157. “And I saw the sax line-up that he had behind him, and I thought, I’m going to learn the saxophone. When I grow up, I’m going to play in his band. So I sort of persuaded my dad to get me a kind of a plastic saxophone on the hire purchase plan.”

158. “To have my fellow musicians like what I do, that’s very cool.”

159. “When it comes down to it, glam rock was all very amusing. At the time, it was funny, then a few years later, it became sort of serious-looking and a bit foreboding.”

160. “I think much has been made of this alter ego business. I mean, I actually stopped creating characters in 1975 for albums, anyway.”

161. “I believe that I often bring out the best in somebody’s talents.”

162. “Music itself is going to become like running water or electricity. So it’s like, just take advantage of these last few years because none of this is ever going to happen again. You’d better be prepared for doing a lot of touring because that’s really the only unique situation that’s going to be left.”

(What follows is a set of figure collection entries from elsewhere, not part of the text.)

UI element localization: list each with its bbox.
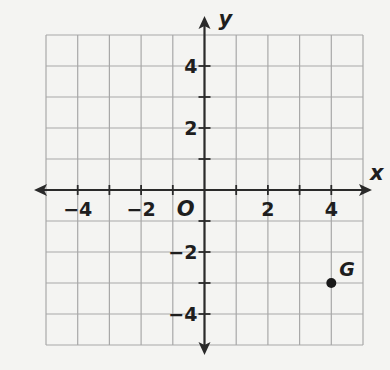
y-tick-label: 4	[184, 55, 197, 77]
point-label: G	[339, 258, 355, 280]
y-tick-label: −2	[168, 241, 197, 263]
origin-label: O	[177, 197, 195, 221]
x-tick-label: −2	[127, 198, 156, 220]
y-tick-label: 2	[184, 117, 197, 139]
labels: −4−22442−2−4Oxy	[63, 7, 385, 325]
point-g	[326, 278, 336, 288]
x-tick-label: 4	[325, 198, 338, 220]
y-tick-label: −4	[168, 303, 197, 325]
y-axis-label: y	[219, 7, 234, 31]
x-tick-label: −4	[63, 198, 92, 220]
x-tick-label: 2	[261, 198, 274, 220]
x-axis-label: x	[369, 161, 385, 185]
coordinate-plane: −4−22442−2−4Oxy G	[0, 0, 390, 370]
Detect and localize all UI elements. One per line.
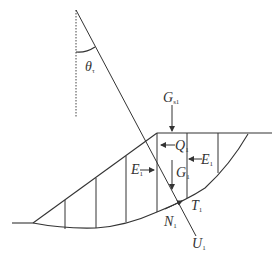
slice-lines [65,133,218,229]
diagram-svg: θτ Gs1 Q1 E1 E1 G1 T1 N1 [0,0,279,257]
label-t1: T1 [191,198,203,214]
inclined-normal-line [76,10,196,236]
label-u1: U1 [192,236,206,252]
label-e1-right: E1 [200,152,214,168]
label-e1-left: E1 [130,162,144,178]
label-gs1: Gs1 [163,90,180,106]
label-g1: G1 [176,165,190,181]
angle-arc [76,47,95,52]
slope-face-line [33,133,157,223]
slope-diagram: θτ Gs1 Q1 E1 E1 G1 T1 N1 [0,0,279,257]
label-n1: N1 [163,214,177,230]
force-arrows [140,105,202,209]
angle-label: θτ [85,59,95,75]
slope-profile [12,133,272,223]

163. “When you think about it, Adolf Hitler was the first pop star.”

164. “I wish myself to be a prop, if anything, for my songs. I want to be the vehicle for my songs. I would like to colour the material with as much visual expression as is necessary for that song.”

165. “I’m responsible for starting a whole new school of pretension.”

166. “I can ask for cigarettes in every language.”

167. “I was never particularly fond of my voice.”

168. “People look to me to see what the spirit of the ‘70s is.”

169. “I think my spaceship knows which way to go.”